April 26, 2006

Stealth campaign of super-wealthy to repeal U.S. federal estate tax revealed. Meanwhile, President Bush "wants to eliminate what he likes to call the 'death tax'" at the same time as "he wants to end Social Security's lump sum death benefit -- a $255 check that the families of many of the nation's poorest use to help pay for their funerals." (Second link from Business Week, of all places.)

". . . 18 families worth a total of $185.5 billion have financed and coordinated a 10-year effort to repeal the estate tax, a move that would collectively net them a windfall of $71.6 billion. . . . "These families have sought to keep their activities anonymous by using associations to represent them and by forming a massive coalition of business and trade associations dedicated to pushing for estate tax repeal. The report details the groups they have hidden behind – the trade associations they have used, the lobbyists they have hired, and the anti-estate tax political action committees, 527s and organizations to which they have donated heavily. "In a massive public relations campaign, the families have also misled the country by giving the mistaken impression that the estate tax affects most Americans. In particular, they have used small businesses and family farms as poster children for repeal, saying that the estate tax destroys both of these groups. But just more than one-fourth of one percent of all estates will owe any estate taxes in 2006. And the American Farm Bureau, a member of the anti-estate tax coalition, was unable when asked by The New York Times to cite a single example of a family being forced to sell its farm because of estate tax liability."
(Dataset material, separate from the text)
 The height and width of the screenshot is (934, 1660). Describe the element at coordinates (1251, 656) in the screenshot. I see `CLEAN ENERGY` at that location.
  • ...using associations to represent them and by forming a massive coalition of business and trade associations... Wouldn't they spend as much on lobbying to repeal the estate tax as they'd gain?
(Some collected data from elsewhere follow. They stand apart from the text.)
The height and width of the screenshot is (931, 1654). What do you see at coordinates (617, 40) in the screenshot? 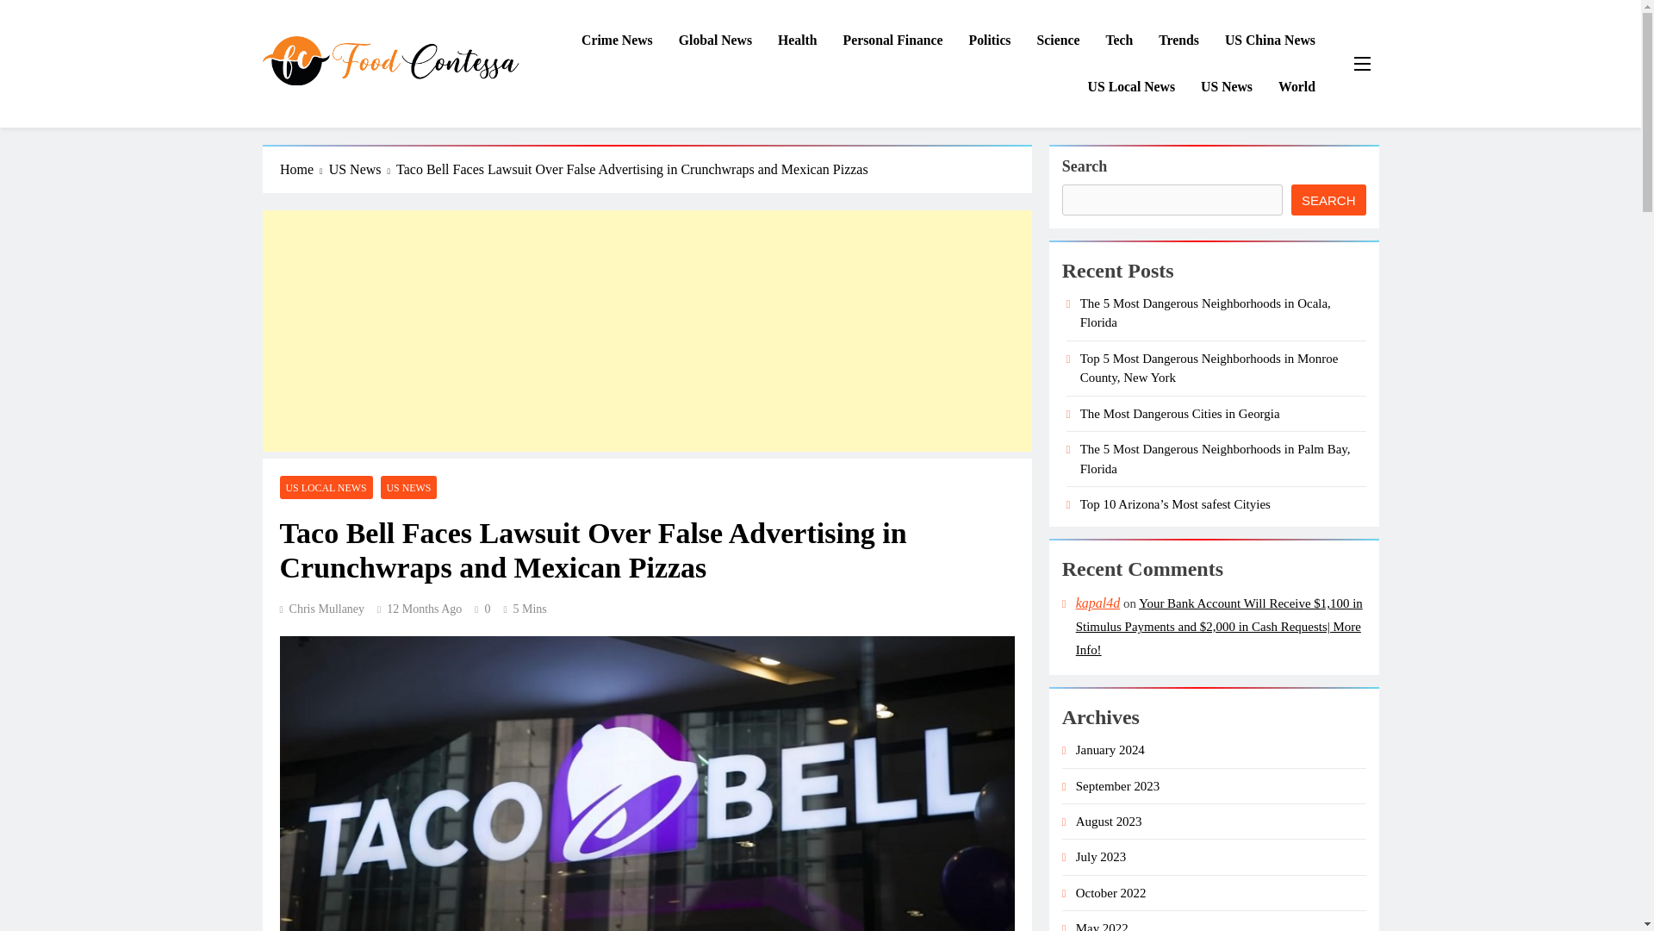
I see `Crime News` at bounding box center [617, 40].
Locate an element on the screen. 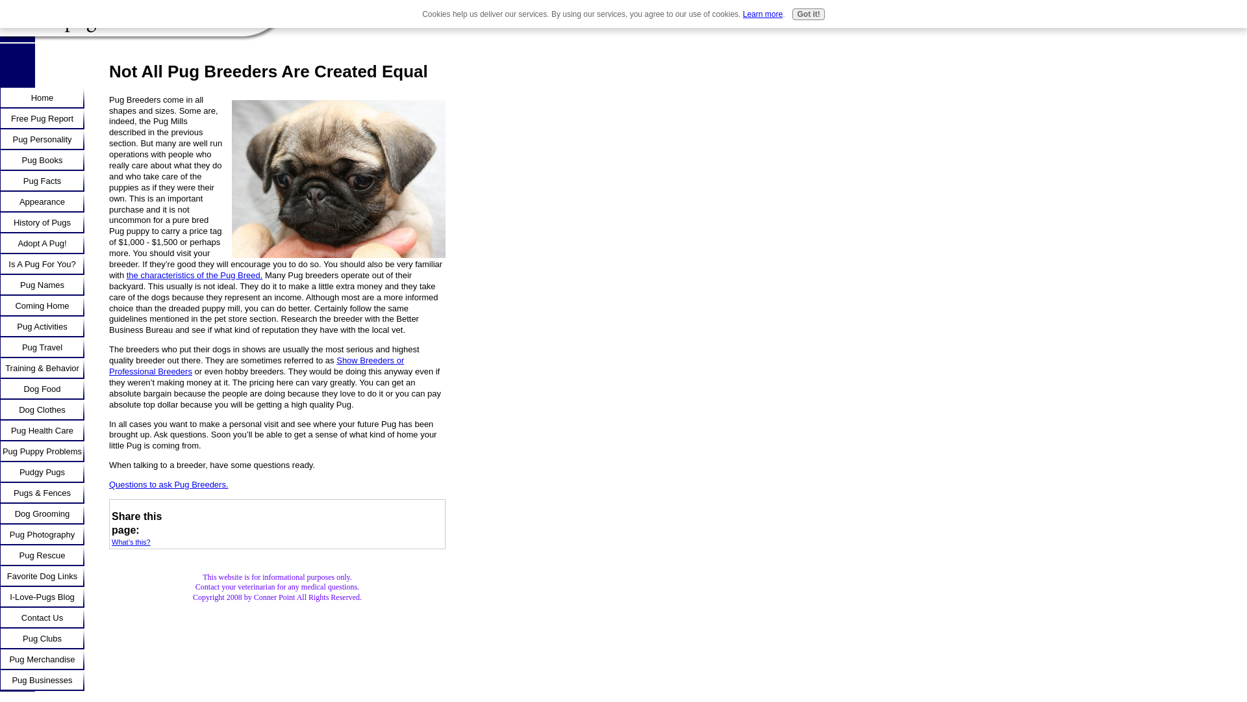 The height and width of the screenshot is (702, 1247). Got it! is located at coordinates (808, 14).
  • Small price to pay for the increased freedom of all Americans.
  • There wouldn't be much point paying for all that lobbying if the rewards didn't exceed the costs involved...
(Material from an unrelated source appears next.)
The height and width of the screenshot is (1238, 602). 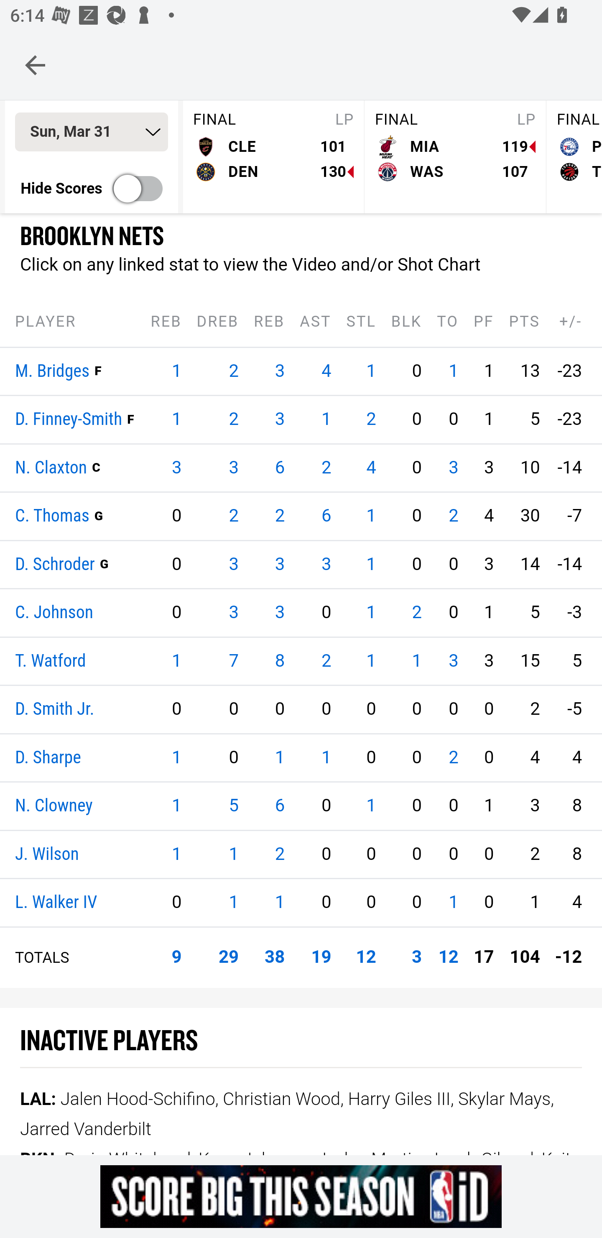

  • You never know what the Farm Bureau's up to next.
  • Soylent Green. I dream of a world where rich and poor alike nestle comfortably side-by-side on shelves, in handy snack-sized cans.
  • The Attorney General of Arkansas recently ruled that the counties could order cremation, at the undertakers' expenses, of all unidentified paupers, just so long as care was taken to assure that no rich folks' corpses were inadvertantly desecrated as well. http://www.katv.com/news/stories/0406/320283.html (And I see that KATV has censored some comment by one "Ms Informed" about all poor people going to the place of eternal cremation anyway!)
  • As far as I'm aware, the estate tax doesn't even come into play until the estate is worth more than a million dollars. My maternal grandparents were very comfortable -- they took yearly (at least) vacations, wore nice clothes, drove new cars, etc., and their estate was nowhere near worth a million. On preview, according to randomaction's link, the tax doesn't come into play until 1.5 million dollars, which even fewer people have.
  • Nothing like 98% of the nation's wealth in the hands of 4% of the people. God forbid they shouldn't squeeze every damn penny. FuckBush!
  • Don't kill off the Estate Tax an article from that other left-wing magazine: Fortune. :-)
  • Government by the rich, for the rich and richer is pretty much standard practice everywhere.
  • ...er, except that it was a government that implemented those estate taxes in the first place.
  • Wouldn't they spend as much on lobbying to repeal the estate tax as they'd gain? Nope, nowhere near as much. One of the most startling things learned during this incredibly corrupt GOP domination of US government is exactly how much can be bought for so little. The insurance industry (one of the largest lobbying groups), for example, was able to purchase $20 billion in payoffs, for the token sum of $24 million. And that's not counting all the other little things that $24 million bought. The sums involved in the corporate give-aways are so mindbogglingly huge that it makes buying half the political landscape pale by comparison.
  • I'll take California for $800, Alex.
  • I hope for their sake that they spend some of that money on guns and bunkers. Nothing like a few beheadings to restore some compassion for their fellow man.
  • Oops, did I say that? Sorry, I'll go back to being a contented member of the serf class.